Leading with inner agility

By May 25, 2021 Symmetra

By: Sam Bourton, Johanne Lavoie & Tiffany Vogel
(McKinsey Quarterly, March 2018)
Read the full article here: https://www.mckinsey.com/business-functions/organization/our-insights/leading-with-inner-agility

The question addressed in this article is how leaders should apply their judgement and decision-making responsibilities in a time of accelerating change and sometimes fundamental disruption of the industries in which they operate. In its essence, Symmetra recommends this read because this article, using somewhat different terminology, is making a strong case for encouraging and building upon diversity of thought; entrenching a culture where psychological safety predominates so that ideas of all kinds can circulate and fostering a spirit of inclusion, so that everyone in the organisation feels that they are truly part of a common enterprise

The authors contend that in many cases the response by leaders is rigid, instinctive and unconsidered. This flows from a conscious or unconscious need to feel and be seen to be, in control. By contrast, what is needed is greater mental agility and a “comfortable creative relationship with uncertainty”.

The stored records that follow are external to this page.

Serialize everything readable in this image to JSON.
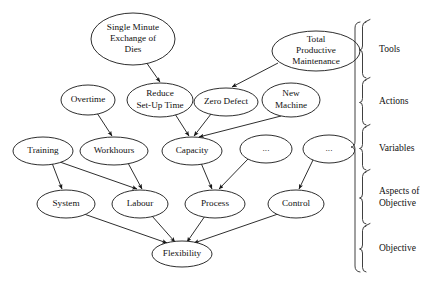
{
  "figure": {
    "type": "hierarchical-causal-diagram",
    "background_color": "#ffffff",
    "stroke_color": "#161616",
    "text_color": "#111111"
  },
  "nodes": [
    {
      "id": "smed",
      "label_lines": [
        "Single Minute",
        "Exchange of",
        "Dies"
      ],
      "cx": 133,
      "cy": 39,
      "rx": 42,
      "ry": 26,
      "font_size": 9.2
    },
    {
      "id": "tpm",
      "label_lines": [
        "Total",
        "Productive",
        "Maintenance"
      ],
      "cx": 316,
      "cy": 51,
      "rx": 44,
      "ry": 20,
      "font_size": 9.2
    },
    {
      "id": "overtime",
      "label_lines": [
        "Overtime"
      ],
      "cx": 88,
      "cy": 100,
      "rx": 27,
      "ry": 15,
      "font_size": 9.2
    },
    {
      "id": "reduce",
      "label_lines": [
        "Reduce",
        "Set-Up Time"
      ],
      "cx": 160,
      "cy": 100,
      "rx": 33,
      "ry": 17,
      "font_size": 9.2
    },
    {
      "id": "zerodef",
      "label_lines": [
        "Zero Defect"
      ],
      "cx": 226,
      "cy": 102,
      "rx": 32,
      "ry": 14,
      "font_size": 9.2
    },
    {
      "id": "newmach",
      "label_lines": [
        "New",
        "Machine"
      ],
      "cx": 291,
      "cy": 100,
      "rx": 29,
      "ry": 17,
      "font_size": 9.2
    },
    {
      "id": "training",
      "label_lines": [
        "Training"
      ],
      "cx": 43,
      "cy": 151,
      "rx": 30,
      "ry": 14,
      "font_size": 9.2
    },
    {
      "id": "workhours",
      "label_lines": [
        "Workhours"
      ],
      "cx": 114,
      "cy": 151,
      "rx": 34,
      "ry": 14,
      "font_size": 9.2
    },
    {
      "id": "capacity",
      "label_lines": [
        "Capacity"
      ],
      "cx": 192,
      "cy": 151,
      "rx": 30,
      "ry": 14,
      "font_size": 9.2
    },
    {
      "id": "dots1",
      "label_lines": [
        "..."
      ],
      "cx": 266,
      "cy": 149,
      "rx": 26,
      "ry": 14,
      "font_size": 9.2
    },
    {
      "id": "dots2",
      "label_lines": [
        "..."
      ],
      "cx": 329,
      "cy": 149,
      "rx": 26,
      "ry": 14,
      "font_size": 9.2
    },
    {
      "id": "system",
      "label_lines": [
        "System"
      ],
      "cx": 66,
      "cy": 204,
      "rx": 29,
      "ry": 14,
      "font_size": 9.2
    },
    {
      "id": "labour",
      "label_lines": [
        "Labour"
      ],
      "cx": 140,
      "cy": 204,
      "rx": 28,
      "ry": 14,
      "font_size": 9.2
    },
    {
      "id": "process",
      "label_lines": [
        "Process"
      ],
      "cx": 215,
      "cy": 204,
      "rx": 30,
      "ry": 14,
      "font_size": 9.2
    },
    {
      "id": "control",
      "label_lines": [
        "Control"
      ],
      "cx": 296,
      "cy": 204,
      "rx": 28,
      "ry": 14,
      "font_size": 9.2
    },
    {
      "id": "flex",
      "label_lines": [
        "Flexibility"
      ],
      "cx": 182,
      "cy": 254,
      "rx": 30,
      "ry": 13,
      "font_size": 9.2
    }
  ],
  "edges": [
    {
      "from": "smed",
      "to": "reduce",
      "x1": 146,
      "y1": 62,
      "x2": 160,
      "y2": 82
    },
    {
      "from": "tpm",
      "to": "zerodef",
      "x1": 278,
      "y1": 63,
      "x2": 232,
      "y2": 87
    },
    {
      "from": "overtime",
      "to": "workhours",
      "x1": 97,
      "y1": 113,
      "x2": 112,
      "y2": 136
    },
    {
      "from": "reduce",
      "to": "capacity",
      "x1": 175,
      "y1": 114,
      "x2": 189,
      "y2": 136
    },
    {
      "from": "zerodef",
      "to": "capacity",
      "x1": 211,
      "y1": 114,
      "x2": 194,
      "y2": 136
    },
    {
      "from": "newmach",
      "to": "capacity",
      "x1": 281,
      "y1": 116,
      "x2": 199,
      "y2": 137
    },
    {
      "from": "training",
      "to": "system",
      "x1": 52,
      "y1": 163,
      "x2": 62,
      "y2": 189
    },
    {
      "from": "training",
      "to": "labour",
      "x1": 57,
      "y1": 161,
      "x2": 137,
      "y2": 189
    },
    {
      "from": "workhours",
      "to": "labour",
      "x1": 128,
      "y1": 163,
      "x2": 142,
      "y2": 189
    },
    {
      "from": "capacity",
      "to": "process",
      "x1": 201,
      "y1": 163,
      "x2": 212,
      "y2": 189
    },
    {
      "from": "dots1",
      "to": "process",
      "x1": 248,
      "y1": 159,
      "x2": 219,
      "y2": 189
    },
    {
      "from": "dots2",
      "to": "control",
      "x1": 313,
      "y1": 160,
      "x2": 299,
      "y2": 189
    },
    {
      "from": "system",
      "to": "flex",
      "x1": 84,
      "y1": 214,
      "x2": 167,
      "y2": 243
    },
    {
      "from": "labour",
      "to": "flex",
      "x1": 152,
      "y1": 216,
      "x2": 175,
      "y2": 242
    },
    {
      "from": "process",
      "to": "flex",
      "x1": 205,
      "y1": 216,
      "x2": 187,
      "y2": 242
    },
    {
      "from": "control",
      "to": "flex",
      "x1": 278,
      "y1": 214,
      "x2": 194,
      "y2": 243
    }
  ],
  "bands": [
    {
      "id": "tools",
      "label_lines": [
        "Tools"
      ],
      "y_top": 22,
      "y_bottom": 78,
      "label_y": 50
    },
    {
      "id": "actions",
      "label_lines": [
        "Actions"
      ],
      "y_top": 80,
      "y_bottom": 125,
      "label_y": 102
    },
    {
      "id": "variables",
      "label_lines": [
        "Variables"
      ],
      "y_top": 127,
      "y_bottom": 170,
      "label_y": 149
    },
    {
      "id": "aspects",
      "label_lines": [
        "Aspects of",
        "Objective"
      ],
      "y_top": 172,
      "y_bottom": 224,
      "label_y": 198
    },
    {
      "id": "objective",
      "label_lines": [
        "Objective"
      ],
      "y_top": 226,
      "y_bottom": 272,
      "label_y": 249
    }
  ],
  "brace": {
    "spine_x": 366,
    "outer_x": 360,
    "tip_x": 372,
    "label_x": 379,
    "y_top": 22,
    "y_bottom": 272,
    "font_size": 9.5
  }
}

Five personal practices will assist leaders to nurture skills of inner agility:

  1. Pause to move faster – stop; take a breather and create space to approach the issue with a fresh mind
  2. Embrace your ignorance – good ideas can come from unexpected sources. Accepting and acknowledging one’s ignorance can be a critical first step in careful listening and understanding how issues are viewed from other people’s perspectives.
  3. Radically reframe the questions – change the nature of the questions that one is asking oneself. Challenge oneself and ask: what is wrong with my assumption? What have I missed? Identify those who are most directly opposed to your position and seek their views.
  4. Set direction, not destination – join your team in a journey towards a general direction. Do not lay down the destination as a fixed, immutable goal.
  5. Test your solutions; and yourself – test every step of a proposed solution often. It ensures an ability to be able to respond quickly to technological shifts or changing market conditions. Micro-failures reduce the chance of macro-failures.

These 5 steps create the pathway to an agile mind – the ability to respond creatively, to a fast-changing environment by embracing uncertainty rather than falling back on old and no-longer appropriate methods.